Huawei's global services push

Kris Szaniawski/Informa Telecoms and Media
15 May 2014
00:00

This year’s Huawei Global Analyst Summit in Shenzhen felt like it had fewer product and service announcements than last year’s, but nevertheless it managed to deliver interesting insights into the vendor’s changing business focus – not the least of which is the relentless expansion of the vendor’s global-services business – and what might be driving it.

Huawei’s determined expansion of its global-services business continues to deliver results. Its Global Services business unit experienced 21% year-on-year revenue growth in 2013, compared with a mere 4% for the Carrier Network business and 8.5% for Huawei as a whole. Double-digit growth is never easy to sustain over an extended period, but the vendor is not expecting any serious slowdown yet and forecasts that its Global Services business will grow 17% in 2014.

The growth in Global Services is part of a larger business shift taking place within Huawei. The Carrier Network unit accounts for 70% of business, a figure that the vendor expects to fall to 50-60% by 2018 as revenues from its Enterprise and Consumer business units expand. However, it is the services part of the business that will bolster the Carrier Network group’s revenues over the next few years, and the vendor expects Global Services to become the biggest component of its Carrier Network business.

What is driving this growth in services? Clearly, Huawei has a large base of existing network clients and implementations around the world into which it can sell its service offerings. This is something that Huawei’s CEO mentioned in his keynote, although he – or his translator – undersold what is currently occurring in the market by suggesting that Huawei’s services growth was something that just “happened naturally.”

Growing revenues in global services is not quite so effortless: There has to be something that helps the vendor position itself against more-established rivals such as Ericsson, NSN/Nokia and Alcatel-Lucent. In the early days, aggressive pricing played a role, as did Huawei’s willingness to throw any number of keenly priced engineers at an issue, but more recent wins suggest that a well-thought-through CEM strategy is one of the factors helping the vendor expand its services business.

It’s no coincidence that Huawei’s SmartCare CEM offering was one of few specific products or solutions to get a name-check in the opening keynotes at Huawei’s global analyst summit. This comes as little surprise, given the rapid growth this business is experiencing and the support this particular set of tools and capabilities is providing within Huawei’s broader Global Services business.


▸ **Assigned task**: Please copy each line from the entries that contains the string "boxes".

Collected data entries:

* * *

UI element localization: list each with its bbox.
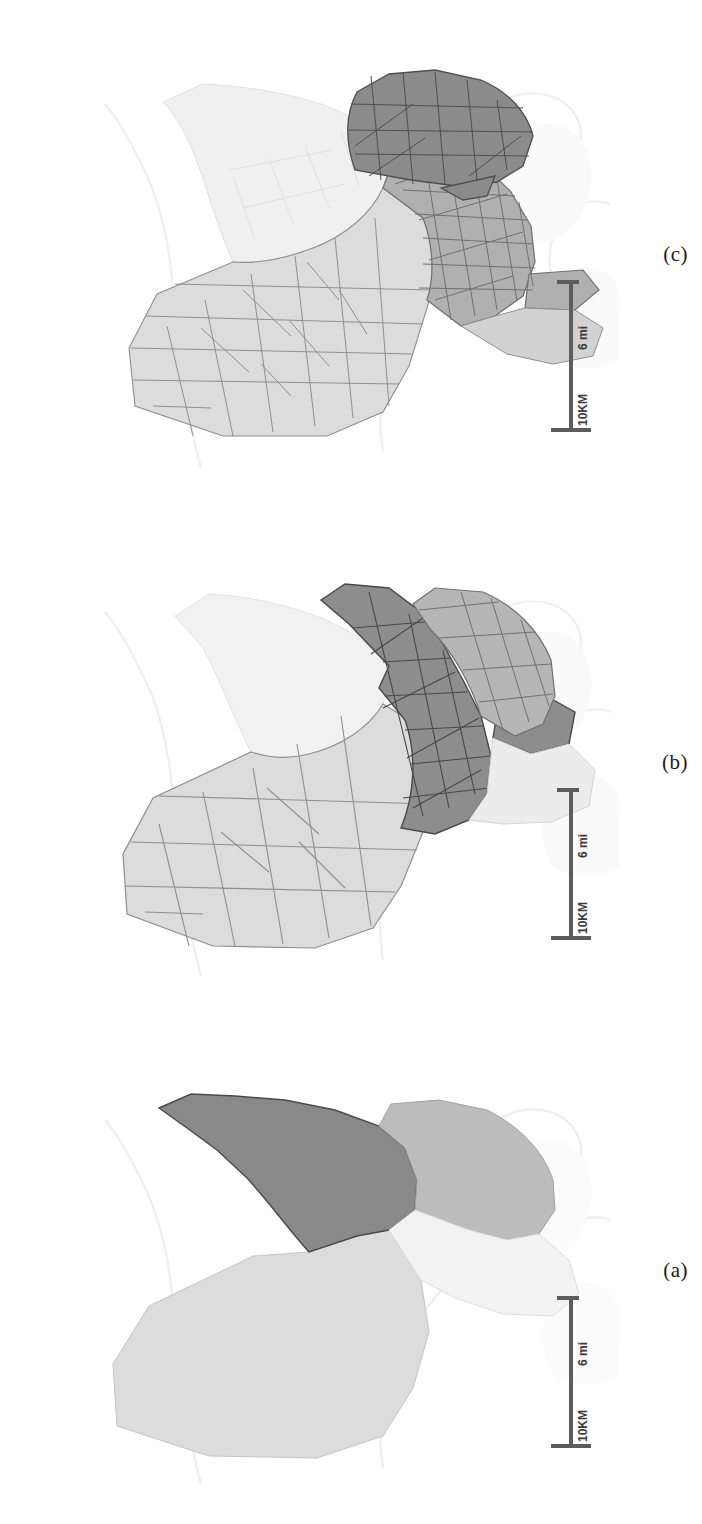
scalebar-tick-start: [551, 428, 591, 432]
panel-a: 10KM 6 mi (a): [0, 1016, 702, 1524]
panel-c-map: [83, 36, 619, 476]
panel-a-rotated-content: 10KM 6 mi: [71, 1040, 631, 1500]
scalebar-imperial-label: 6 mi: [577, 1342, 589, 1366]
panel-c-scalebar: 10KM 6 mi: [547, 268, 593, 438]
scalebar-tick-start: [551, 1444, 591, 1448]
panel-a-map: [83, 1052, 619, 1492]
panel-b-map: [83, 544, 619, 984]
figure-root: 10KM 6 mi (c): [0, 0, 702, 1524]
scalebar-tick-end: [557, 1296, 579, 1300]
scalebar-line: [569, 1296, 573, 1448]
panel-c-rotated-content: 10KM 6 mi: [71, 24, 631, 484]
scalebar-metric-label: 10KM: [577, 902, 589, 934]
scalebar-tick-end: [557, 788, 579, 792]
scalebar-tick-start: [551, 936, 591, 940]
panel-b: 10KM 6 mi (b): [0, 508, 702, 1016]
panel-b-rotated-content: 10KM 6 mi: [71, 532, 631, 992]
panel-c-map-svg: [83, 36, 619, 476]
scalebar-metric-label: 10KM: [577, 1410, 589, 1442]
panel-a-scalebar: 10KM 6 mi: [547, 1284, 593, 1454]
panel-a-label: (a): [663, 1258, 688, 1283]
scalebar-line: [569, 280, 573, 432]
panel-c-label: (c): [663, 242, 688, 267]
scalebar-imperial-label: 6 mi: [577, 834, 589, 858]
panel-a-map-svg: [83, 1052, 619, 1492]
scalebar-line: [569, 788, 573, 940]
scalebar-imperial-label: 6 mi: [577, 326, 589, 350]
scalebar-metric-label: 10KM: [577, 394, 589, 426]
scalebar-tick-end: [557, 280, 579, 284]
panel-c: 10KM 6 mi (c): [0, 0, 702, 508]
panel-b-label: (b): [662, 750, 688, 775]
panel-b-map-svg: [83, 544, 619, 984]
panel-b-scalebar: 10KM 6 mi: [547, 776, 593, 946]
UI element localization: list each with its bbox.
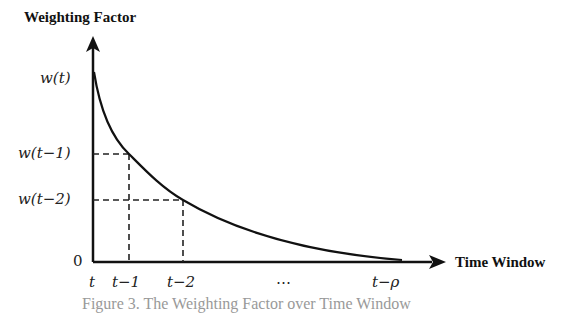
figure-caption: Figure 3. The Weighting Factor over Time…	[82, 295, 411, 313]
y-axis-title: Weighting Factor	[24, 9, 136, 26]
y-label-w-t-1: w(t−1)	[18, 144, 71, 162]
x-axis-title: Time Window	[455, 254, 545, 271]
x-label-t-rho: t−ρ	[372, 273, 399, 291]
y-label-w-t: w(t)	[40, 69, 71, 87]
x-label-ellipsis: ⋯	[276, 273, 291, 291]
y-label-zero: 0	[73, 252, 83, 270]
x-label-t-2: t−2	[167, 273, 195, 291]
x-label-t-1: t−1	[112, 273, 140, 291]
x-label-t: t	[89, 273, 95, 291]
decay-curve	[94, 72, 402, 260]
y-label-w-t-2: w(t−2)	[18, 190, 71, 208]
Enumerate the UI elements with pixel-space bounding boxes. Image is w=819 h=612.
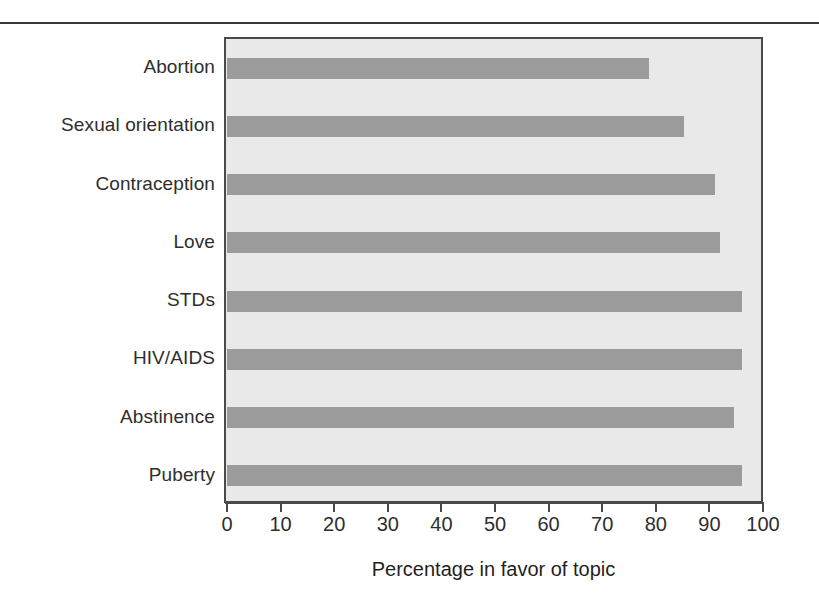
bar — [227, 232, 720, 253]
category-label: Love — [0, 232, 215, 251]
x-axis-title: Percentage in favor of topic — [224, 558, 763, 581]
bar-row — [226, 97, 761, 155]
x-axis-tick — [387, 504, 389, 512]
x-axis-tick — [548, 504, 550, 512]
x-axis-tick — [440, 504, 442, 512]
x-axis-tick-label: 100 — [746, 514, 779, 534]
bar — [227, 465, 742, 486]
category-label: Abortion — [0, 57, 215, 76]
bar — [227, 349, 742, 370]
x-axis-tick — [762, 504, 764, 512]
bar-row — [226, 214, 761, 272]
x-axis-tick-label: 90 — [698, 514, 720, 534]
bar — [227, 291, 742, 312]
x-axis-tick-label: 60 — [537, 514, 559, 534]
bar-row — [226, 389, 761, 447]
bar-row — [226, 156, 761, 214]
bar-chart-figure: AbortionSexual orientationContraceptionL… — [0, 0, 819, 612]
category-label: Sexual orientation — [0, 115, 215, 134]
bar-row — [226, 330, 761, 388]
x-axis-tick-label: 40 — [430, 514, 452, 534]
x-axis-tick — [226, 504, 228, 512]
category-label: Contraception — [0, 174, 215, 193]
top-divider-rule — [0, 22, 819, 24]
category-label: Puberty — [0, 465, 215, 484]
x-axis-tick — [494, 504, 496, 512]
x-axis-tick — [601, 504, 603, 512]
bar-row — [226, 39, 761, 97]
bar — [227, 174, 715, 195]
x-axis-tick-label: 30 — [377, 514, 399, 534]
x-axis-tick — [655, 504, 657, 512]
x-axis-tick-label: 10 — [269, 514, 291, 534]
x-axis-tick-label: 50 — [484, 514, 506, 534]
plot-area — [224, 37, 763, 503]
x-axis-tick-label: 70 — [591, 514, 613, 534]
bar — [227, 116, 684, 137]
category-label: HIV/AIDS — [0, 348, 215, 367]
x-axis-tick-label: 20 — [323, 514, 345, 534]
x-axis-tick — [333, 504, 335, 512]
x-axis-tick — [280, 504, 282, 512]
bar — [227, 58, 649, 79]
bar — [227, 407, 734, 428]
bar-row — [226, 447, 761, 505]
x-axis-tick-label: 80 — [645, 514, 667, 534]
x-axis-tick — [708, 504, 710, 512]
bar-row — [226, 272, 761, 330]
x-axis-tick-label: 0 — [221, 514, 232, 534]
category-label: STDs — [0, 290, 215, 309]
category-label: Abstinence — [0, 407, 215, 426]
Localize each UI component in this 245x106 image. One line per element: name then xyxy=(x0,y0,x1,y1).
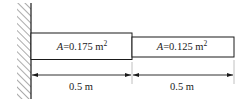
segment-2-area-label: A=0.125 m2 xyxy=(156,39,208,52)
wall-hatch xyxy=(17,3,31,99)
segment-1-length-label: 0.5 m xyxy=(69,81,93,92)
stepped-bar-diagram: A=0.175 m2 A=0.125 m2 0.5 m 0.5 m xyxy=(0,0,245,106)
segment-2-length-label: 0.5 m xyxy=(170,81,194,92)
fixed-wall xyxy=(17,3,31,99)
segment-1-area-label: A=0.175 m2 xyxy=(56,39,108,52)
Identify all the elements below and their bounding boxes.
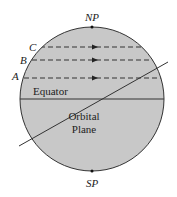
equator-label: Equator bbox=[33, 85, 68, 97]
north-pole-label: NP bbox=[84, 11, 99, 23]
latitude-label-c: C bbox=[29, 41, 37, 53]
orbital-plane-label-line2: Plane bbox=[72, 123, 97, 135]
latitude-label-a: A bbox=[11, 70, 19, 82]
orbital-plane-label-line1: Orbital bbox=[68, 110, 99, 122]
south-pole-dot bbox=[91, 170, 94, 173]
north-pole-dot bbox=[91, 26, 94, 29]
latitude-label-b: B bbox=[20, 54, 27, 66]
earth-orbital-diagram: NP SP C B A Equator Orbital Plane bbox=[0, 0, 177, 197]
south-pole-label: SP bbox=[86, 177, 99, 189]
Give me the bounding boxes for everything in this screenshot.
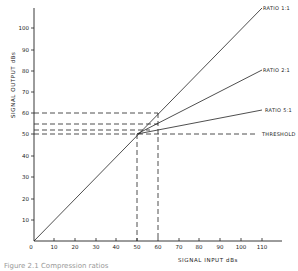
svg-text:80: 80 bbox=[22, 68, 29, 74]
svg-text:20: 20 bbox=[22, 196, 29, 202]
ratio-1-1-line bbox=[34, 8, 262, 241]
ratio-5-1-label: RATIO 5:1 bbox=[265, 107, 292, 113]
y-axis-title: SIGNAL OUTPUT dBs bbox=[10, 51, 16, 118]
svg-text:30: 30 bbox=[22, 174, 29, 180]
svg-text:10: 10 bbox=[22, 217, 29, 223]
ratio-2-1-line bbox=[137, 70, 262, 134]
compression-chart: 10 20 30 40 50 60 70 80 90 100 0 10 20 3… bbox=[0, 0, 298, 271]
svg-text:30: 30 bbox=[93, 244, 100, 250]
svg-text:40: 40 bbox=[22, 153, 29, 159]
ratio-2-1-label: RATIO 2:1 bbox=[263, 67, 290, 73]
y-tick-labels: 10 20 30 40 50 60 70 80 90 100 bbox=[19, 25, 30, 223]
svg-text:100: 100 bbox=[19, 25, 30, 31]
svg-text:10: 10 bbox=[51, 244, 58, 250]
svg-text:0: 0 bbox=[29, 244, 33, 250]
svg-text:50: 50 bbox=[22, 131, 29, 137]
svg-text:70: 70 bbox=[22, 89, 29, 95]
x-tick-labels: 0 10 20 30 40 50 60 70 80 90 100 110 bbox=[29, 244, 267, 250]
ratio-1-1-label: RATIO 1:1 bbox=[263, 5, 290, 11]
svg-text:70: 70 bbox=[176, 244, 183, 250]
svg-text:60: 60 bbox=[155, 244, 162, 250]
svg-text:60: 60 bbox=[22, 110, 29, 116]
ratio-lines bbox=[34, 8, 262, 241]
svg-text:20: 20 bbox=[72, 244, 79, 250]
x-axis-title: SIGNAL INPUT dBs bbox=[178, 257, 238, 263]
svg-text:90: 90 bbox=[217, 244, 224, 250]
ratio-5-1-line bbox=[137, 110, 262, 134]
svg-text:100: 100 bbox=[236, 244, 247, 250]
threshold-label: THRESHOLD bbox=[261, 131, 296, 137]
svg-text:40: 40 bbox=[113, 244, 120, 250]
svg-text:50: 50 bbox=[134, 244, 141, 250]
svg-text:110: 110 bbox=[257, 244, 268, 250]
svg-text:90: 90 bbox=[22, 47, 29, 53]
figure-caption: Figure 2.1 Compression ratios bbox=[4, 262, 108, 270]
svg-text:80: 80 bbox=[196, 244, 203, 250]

* * *

▸ **Output for this exercise**:
Enumerate the UI elements with pixel-space bounding boxes. Image is w=819 h=612.
Identify all the elements below and their bounding boxes.
Give me the bounding boxes for everything in this screenshot.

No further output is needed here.